Below are records. Transcribe exactly the lines from the one that contains "has width=1521, height=855." through the last line, leaving any pictures out.

-- SOURCE DATA follows --

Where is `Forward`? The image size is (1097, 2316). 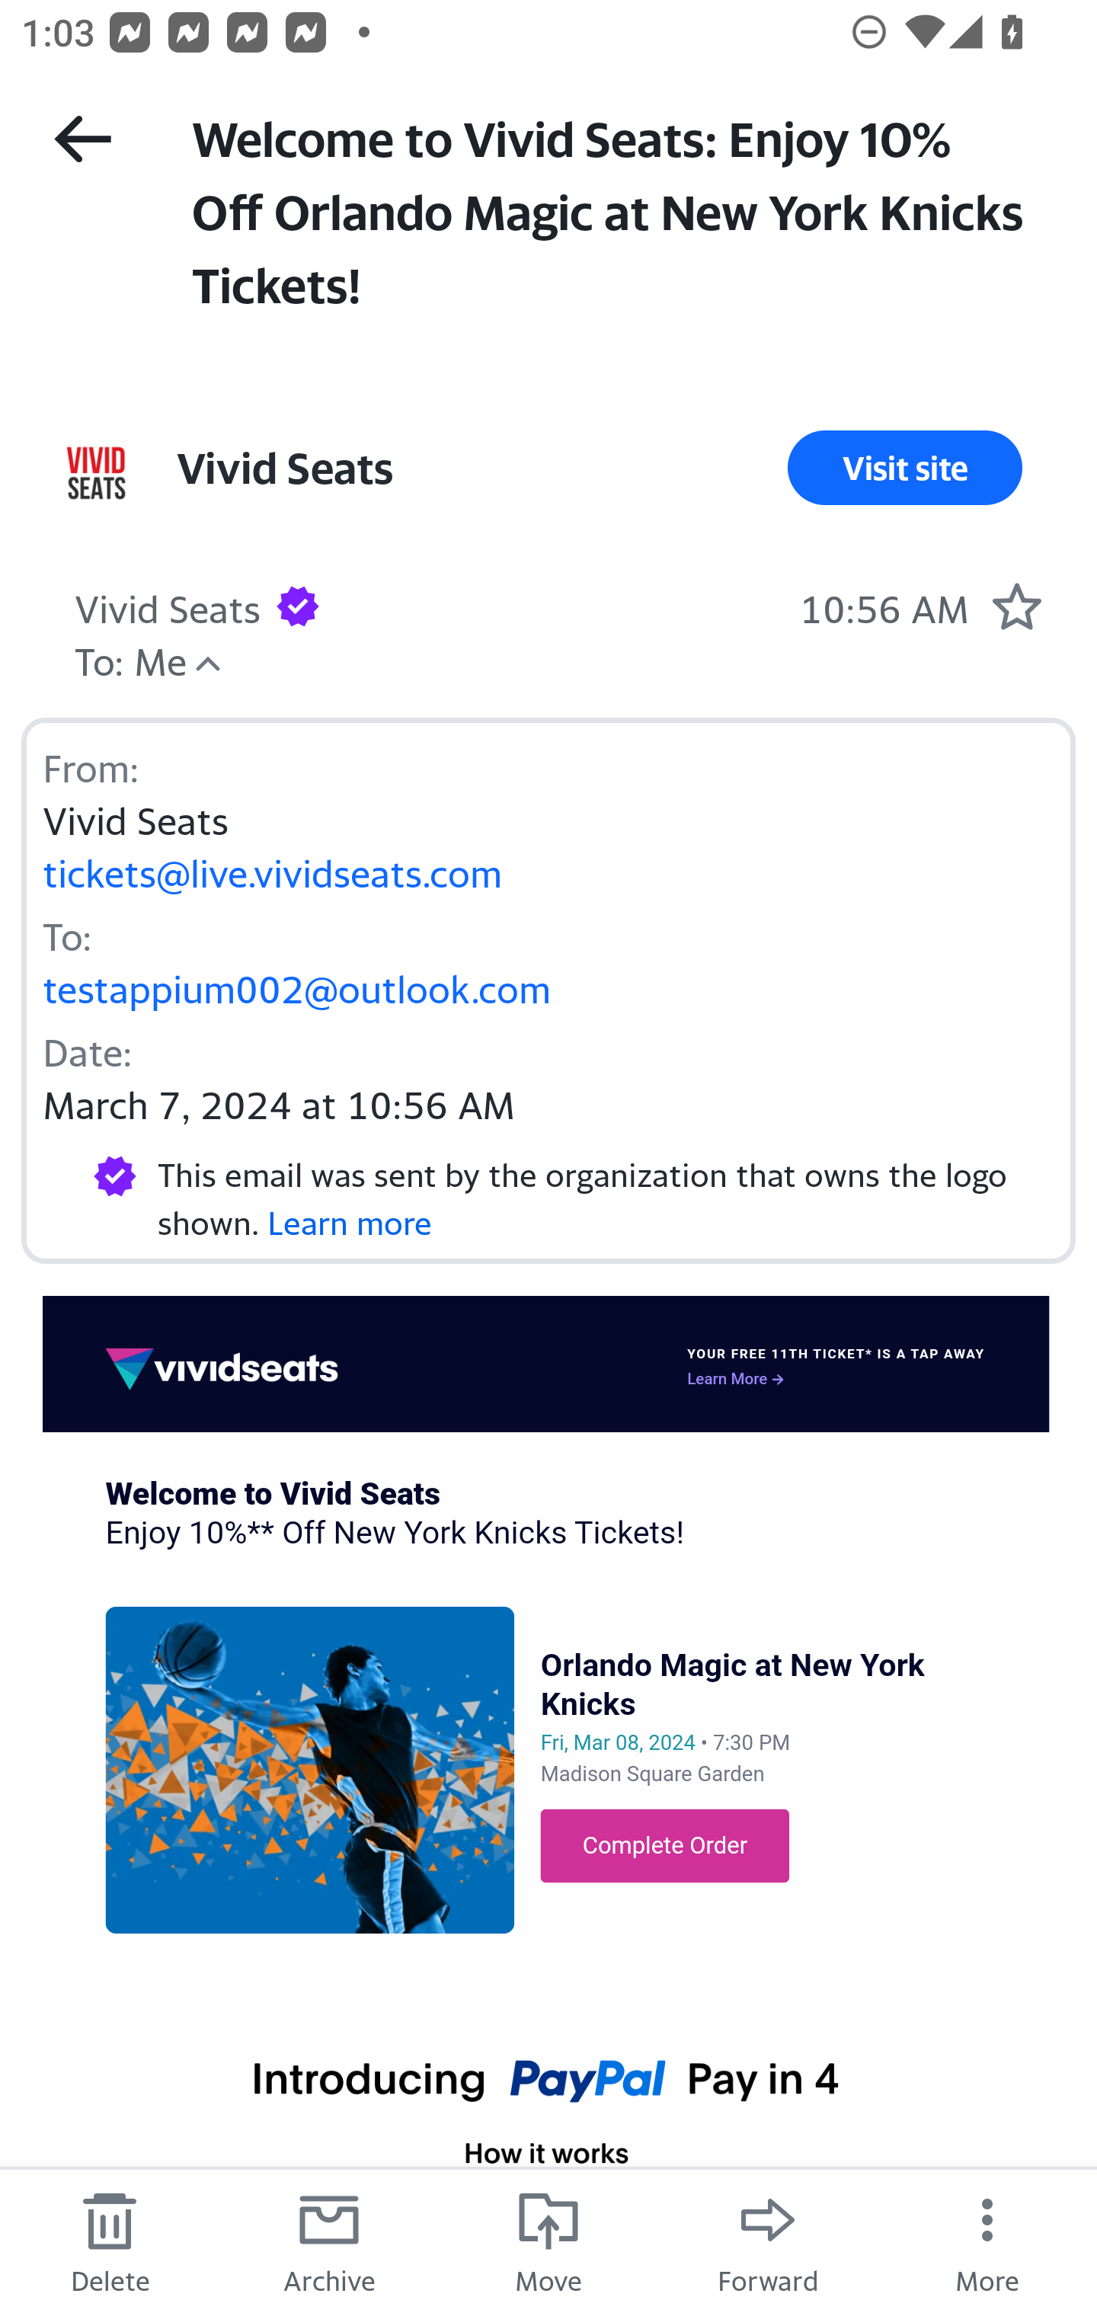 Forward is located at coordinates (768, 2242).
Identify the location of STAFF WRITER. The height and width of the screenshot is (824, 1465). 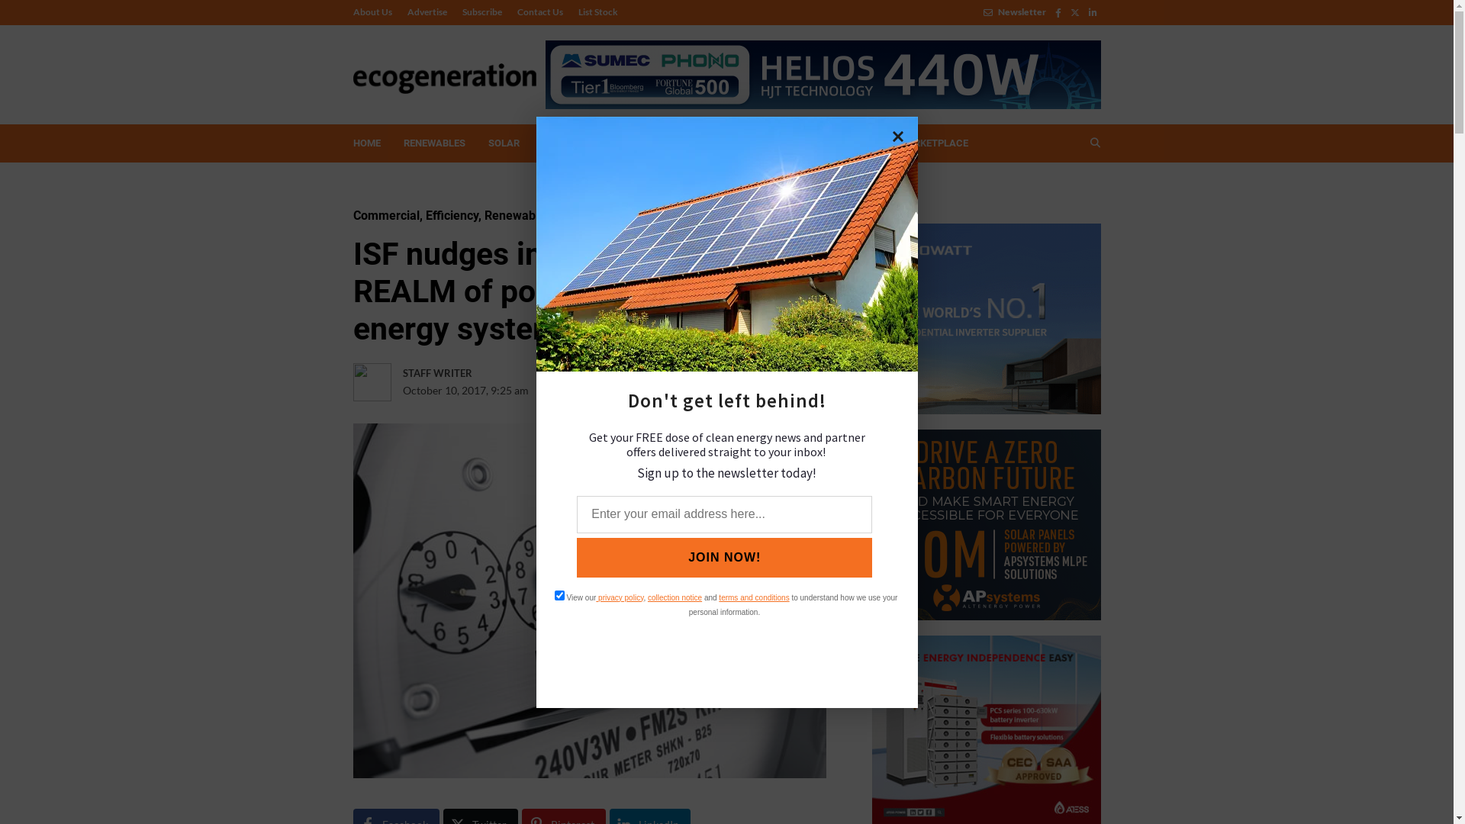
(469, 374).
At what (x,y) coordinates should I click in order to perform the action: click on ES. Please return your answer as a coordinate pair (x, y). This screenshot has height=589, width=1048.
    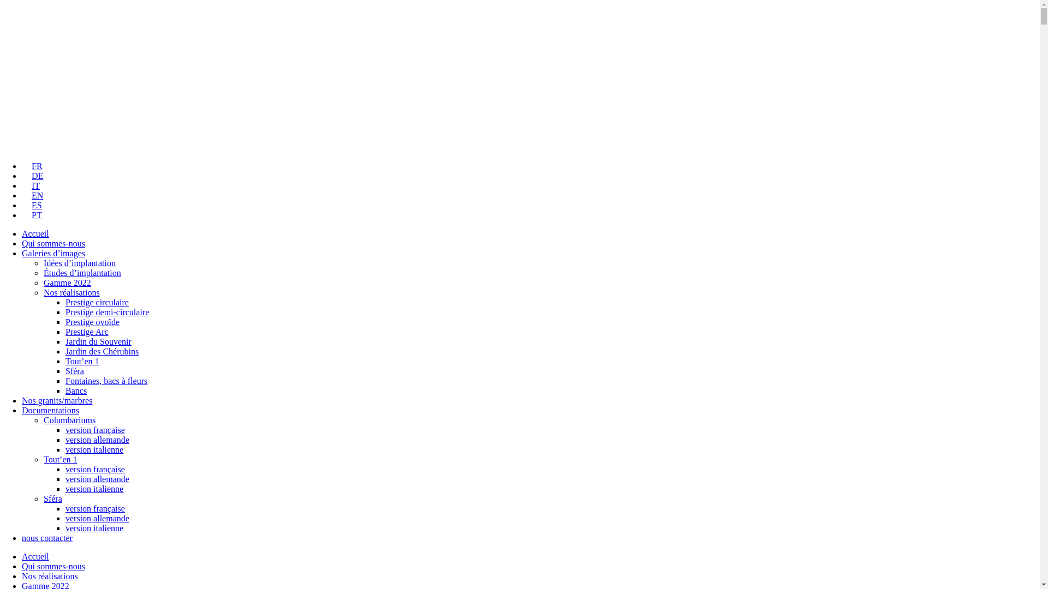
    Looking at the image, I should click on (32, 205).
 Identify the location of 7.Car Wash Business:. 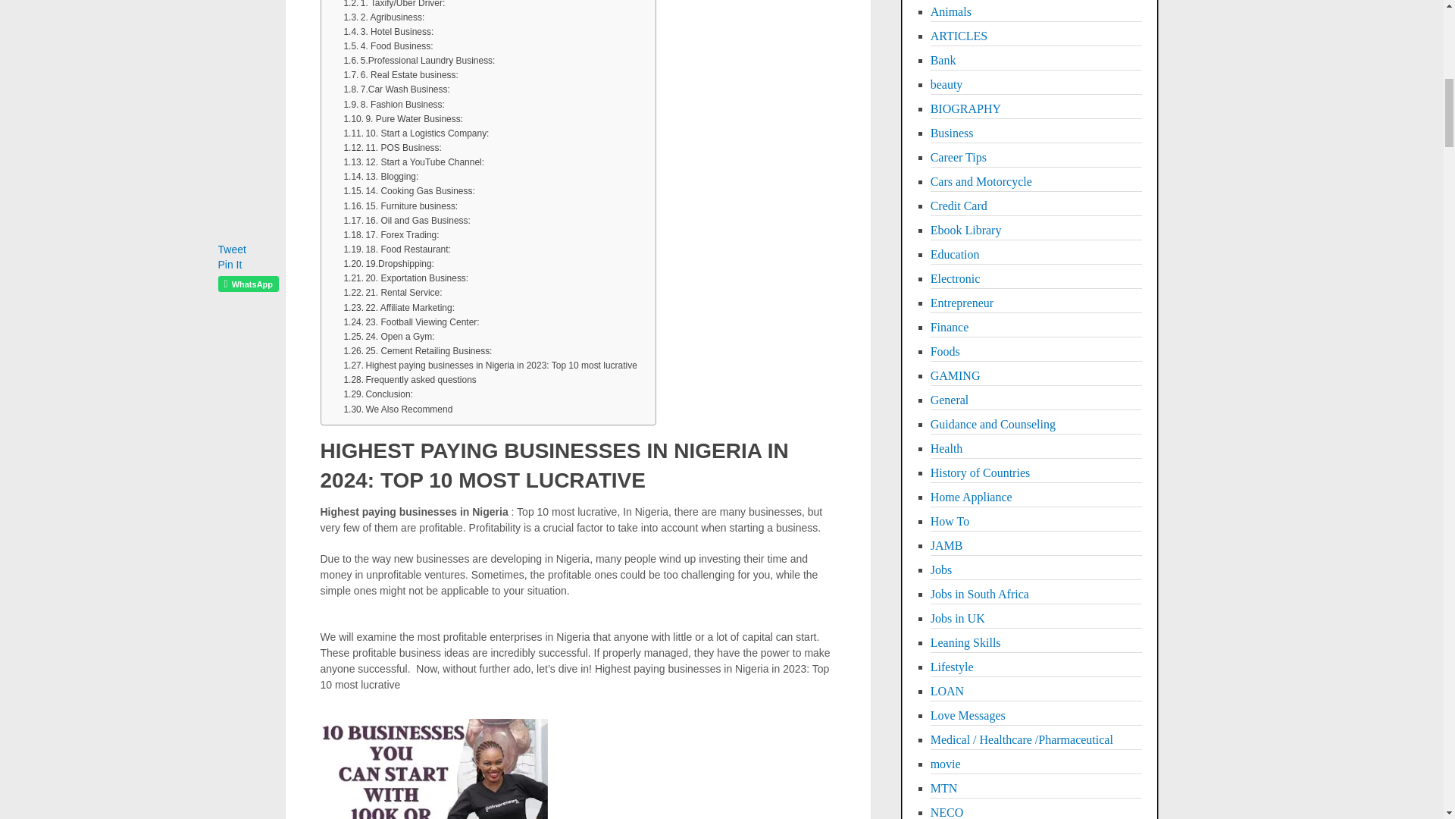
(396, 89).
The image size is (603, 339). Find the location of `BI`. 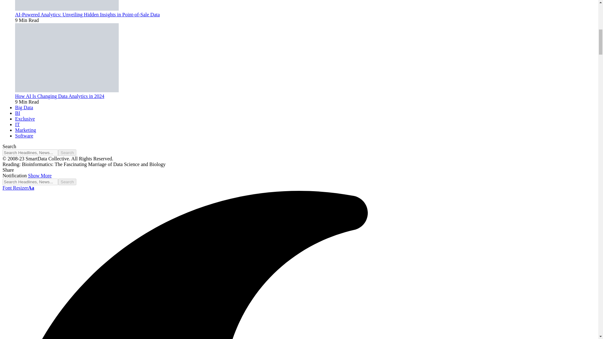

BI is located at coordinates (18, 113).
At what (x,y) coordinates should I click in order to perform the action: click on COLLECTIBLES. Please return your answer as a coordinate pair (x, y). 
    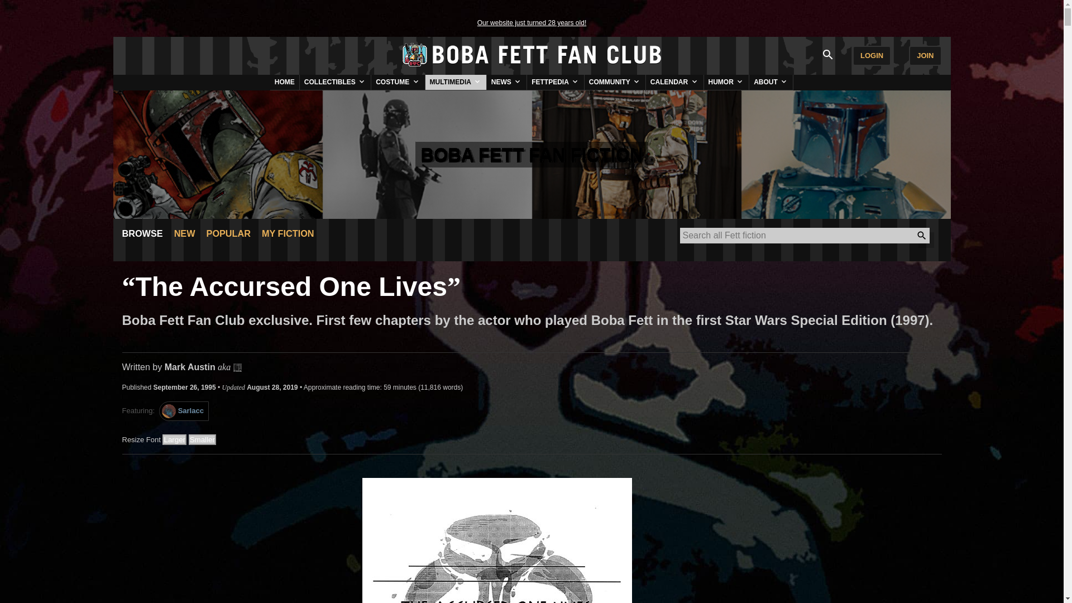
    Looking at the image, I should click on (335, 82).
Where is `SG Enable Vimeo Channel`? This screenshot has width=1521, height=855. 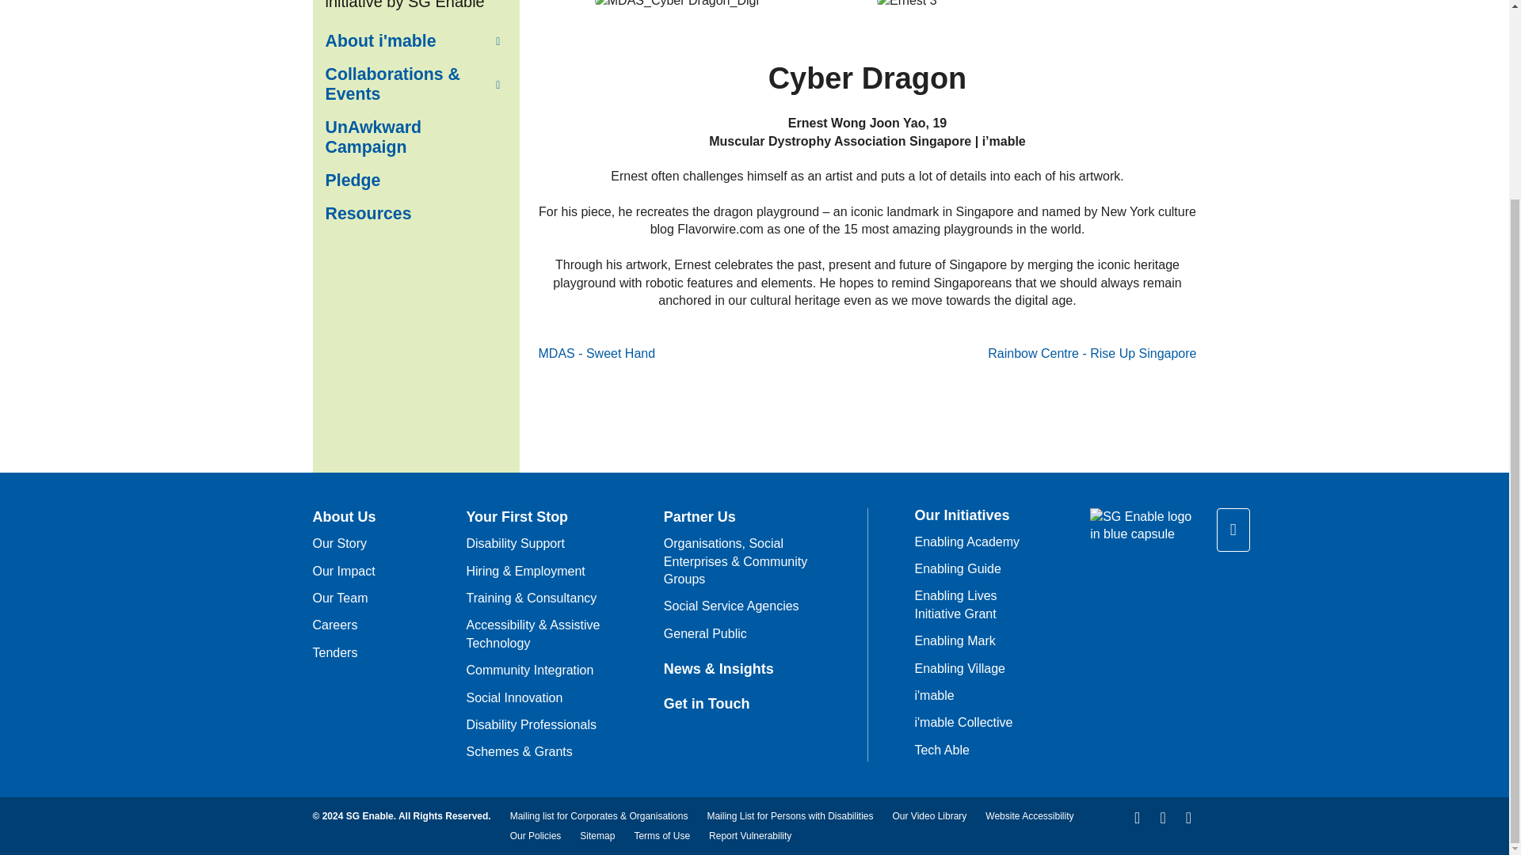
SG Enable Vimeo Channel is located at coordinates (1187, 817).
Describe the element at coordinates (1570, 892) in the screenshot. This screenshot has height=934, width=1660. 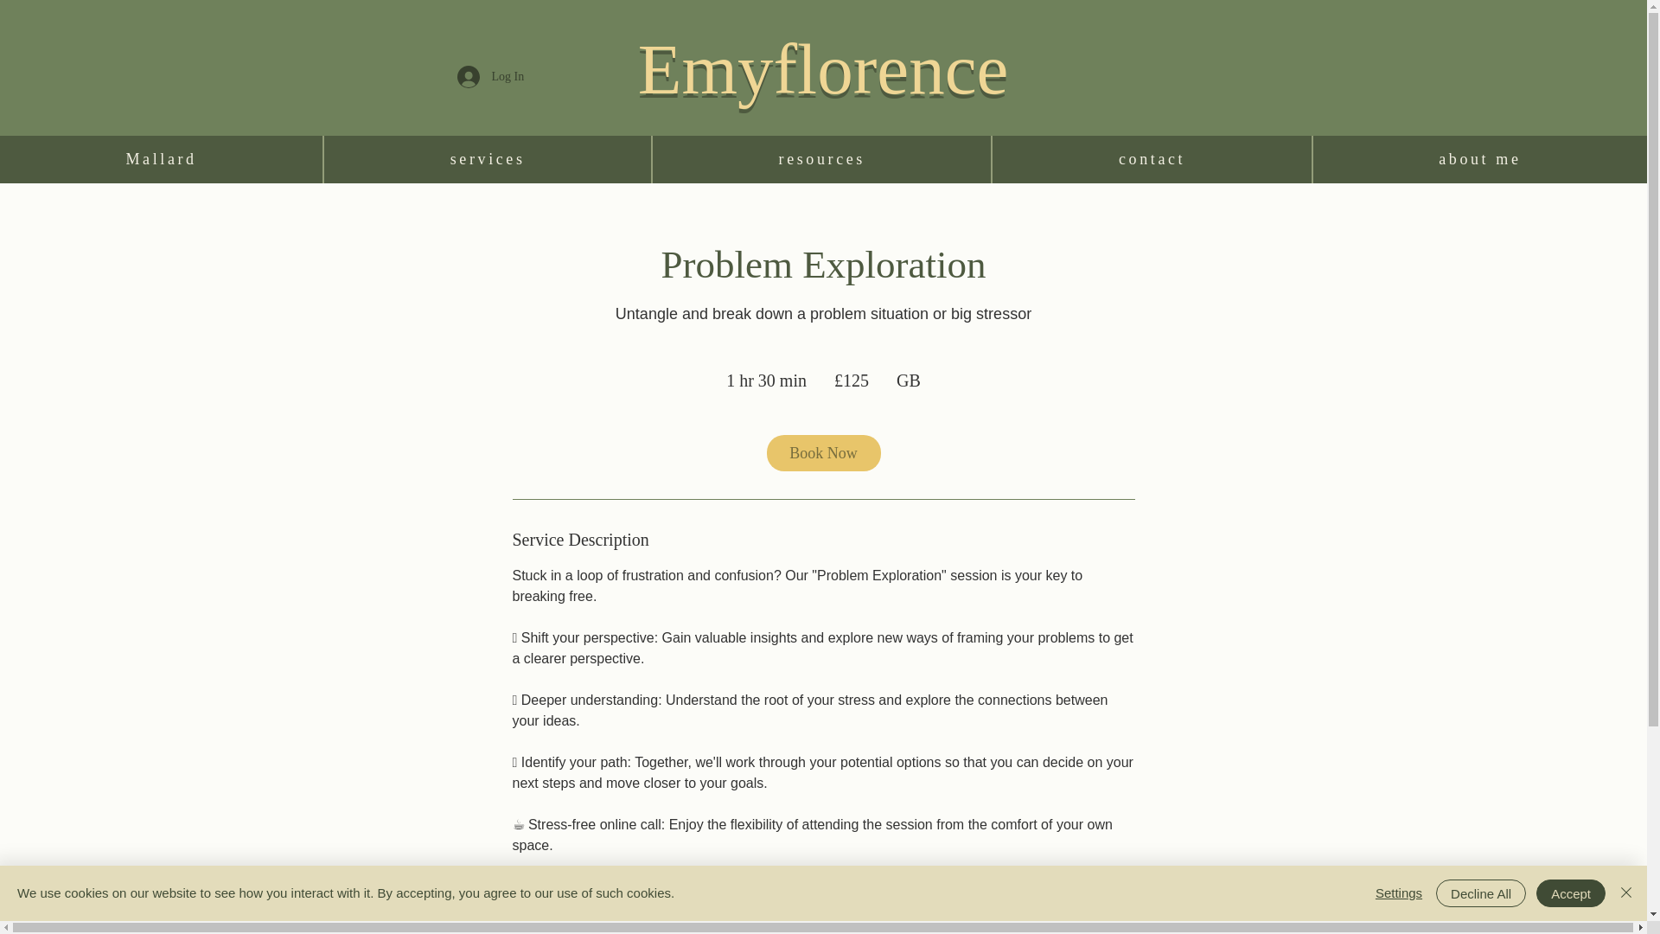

-- SOURCE DATA concluded --

• **RESPONSE**:
Where is `SG Enable Vimeo Channel`? This screenshot has width=1521, height=855. 
SG Enable Vimeo Channel is located at coordinates (1187, 817).
Describe the element at coordinates (1570, 892) in the screenshot. This screenshot has height=934, width=1660. 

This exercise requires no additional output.